2. Text Highlighting Is String-Based
customTextRenderer operates on text fragments.
Implications:
- Regex must match fragment boundaries
- Long phrases may be split across spans
- Highlighting multi-line text is non-trivial
3. OCR Coordinates Require Careful Mapping
OCR systems usually return:
- Bottom-left origin
- PDF point units
You may need to:
-
Invert Y-axis:
top = pageHeight - y - height -
Apply scaling correctly
The current example assumes alignment is already correct. This must be validated per document.
4. Scale Synchronization
When changing scale:
- All overlay coordinates must be multiplied by the same scale.

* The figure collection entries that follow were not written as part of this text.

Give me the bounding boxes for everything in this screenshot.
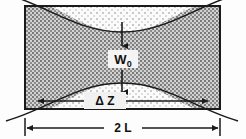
cavity-length-label: 2 L <box>114 121 131 135</box>
rayleigh-range-label: Δ Z <box>95 94 114 108</box>
cavity-length-dimension: 2 L <box>25 118 220 136</box>
figure-canvas: W0 Δ Z 2 L <box>0 0 246 139</box>
beam-waist-diagram: W0 Δ Z 2 L <box>0 0 246 139</box>
waist-subscript: 0 <box>127 59 132 69</box>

- Otherwise, overlays drift.
5. Performance
Rendering large PDFs:
- Each page renders to canvas
- Text layer adds DOM nodes
- Multiple pages increase memory pressure
For heavy documents:
- Render one page at a time
- Avoid rendering thumbnails unless needed
Conclusion
Use cases break down clearly:
| Use Case | Tool |
|---|---|
| Generate PDFs from React components | @react-pdf/renderer |
| Render existing PDFs in browser | wojtekmaj/react-pdf |
If you need:
- Text selection
- Highlighting
- OCR overlays
- Pagination
- Interactive viewing
→ Use react-pdf (PDF.js wrapper).
If you need:
- Programmatic document generation
- Declarative PDF layouts
→ Use @react-pdf/renderer.
Next Steps
- Implement coordinate normalization layer for OCR alignment.
- Add search indexing across pages.
- Explore virtualized multi-page rendering for large documents.
- Evaluate text-layer extraction for semantic indexing.